Find a chair. Sit down. Rest your hands on your thighs, palms facing up.
That's where we begin — with open hands.
Take a breath in through your nose, slow and steady, and let it go through your mouth without pushing it. Do that once more. Notice how the exhale doesn't require any effort on your part. The breath already knows how to leave.
Now become aware of your palms. The skin there, the slight warmth, the way the air touches them because they're facing up and open rather than closed. This is your anchor for the next few minutes. Return to your palms whenever you need to.
Bring to mind something you've been gripping. It doesn't need to be dramatic — it might be a situation that hasn't resolved, a conversation you're waiting on, a plan that won't move the way you expected. You don't need to analyze it. Just let it surface, the way a word surfaces on the tip of your tongue.
Feel what happens in your body when you hold it. Notice if your shoulders have shifted, if there's a tightening across your chest or jaw. This is what friction feels like from the inside. You haven't done anything wrong. You've just been holding on, the way any of us do when we're not sure what else to do.
Now look at your palms again.
Take a breath in — and as you exhale, say quietly, either aloud or in your mind: What is mine will find me.
This is the language Florence Scovel Shinn taught: not grasping, but declaring. Not forcing outcomes, but naming what belongs to you and then stepping back to let it arrive. Let that settle. Don't decide whether you believe it yet. Just let it sit in the air.
Breathe in again, and this time, as you exhale, imagine the thing you've been gripping resting in your open hands instead of being held inside your chest. Not gone. Not abandoned. Just no longer carried by effort alone.
Your hands are still open. Notice that.
Say slowly, on an exhale: I release the struggle. I trust the current.
Say it one more time if it wants to be said again.

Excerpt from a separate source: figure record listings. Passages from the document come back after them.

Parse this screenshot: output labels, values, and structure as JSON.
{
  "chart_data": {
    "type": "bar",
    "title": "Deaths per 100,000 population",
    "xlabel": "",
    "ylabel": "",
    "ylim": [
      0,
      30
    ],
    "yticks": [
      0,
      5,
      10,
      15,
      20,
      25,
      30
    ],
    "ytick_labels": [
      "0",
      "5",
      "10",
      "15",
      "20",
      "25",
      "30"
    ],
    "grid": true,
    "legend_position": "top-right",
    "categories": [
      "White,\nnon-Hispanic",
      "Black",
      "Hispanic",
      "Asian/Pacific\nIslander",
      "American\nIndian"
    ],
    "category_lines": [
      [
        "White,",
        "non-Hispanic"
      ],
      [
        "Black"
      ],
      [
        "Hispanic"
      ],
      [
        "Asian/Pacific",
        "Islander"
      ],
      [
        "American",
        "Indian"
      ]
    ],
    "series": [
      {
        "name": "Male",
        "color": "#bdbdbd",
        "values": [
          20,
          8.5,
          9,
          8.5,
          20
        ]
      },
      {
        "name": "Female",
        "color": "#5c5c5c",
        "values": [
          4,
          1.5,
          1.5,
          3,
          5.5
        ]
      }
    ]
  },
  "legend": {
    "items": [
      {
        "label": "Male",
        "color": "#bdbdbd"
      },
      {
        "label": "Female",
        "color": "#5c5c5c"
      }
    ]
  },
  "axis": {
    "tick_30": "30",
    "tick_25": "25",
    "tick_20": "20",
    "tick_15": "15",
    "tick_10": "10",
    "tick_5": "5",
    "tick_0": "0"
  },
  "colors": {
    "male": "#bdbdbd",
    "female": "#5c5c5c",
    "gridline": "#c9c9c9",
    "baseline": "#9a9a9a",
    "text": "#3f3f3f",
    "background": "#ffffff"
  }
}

Stay with your breath for a moment. There's no correct feeling to arrive at here. Some people feel lighter. Some feel a quiet resistance to letting go, which is honest and worth noticing. Whatever is here — it's information, not a problem. This is acceptance meeting resistance, and both can coexist while you practice the stance of an open hand.
Now place one hand over your heart. Keep the other palm open on your thigh.
Breathe into the space beneath your hand. This is you, receiving rather than forcing. This is the posture that makes room — for wisdom, for what wants to arrive, for the right word at the right moment, for the door that opens without you having to break it down.
Say, quietly: I am in the flow of good. Good is finding its way to me now.
This isn't wishful thinking. It's an instruction to your nervous system. A redirection. You are telling yourself where to place your attention, the way you'd gently move a child away from something dangerous and toward something true.
Hold your hand on your heart for one more breath.
When you're ready, let both hands return to your thighs, palms up again. Look at them. This is the position of someone who trusts that what belongs to them will arrive.
Take one last breath in, and let it go completely — no rushing it, no guiding it. Just release.
Carry your open hands into the rest of your day — not as a performance, but as a reminder that you've already done the work of letting go, and something good has room to meet you now.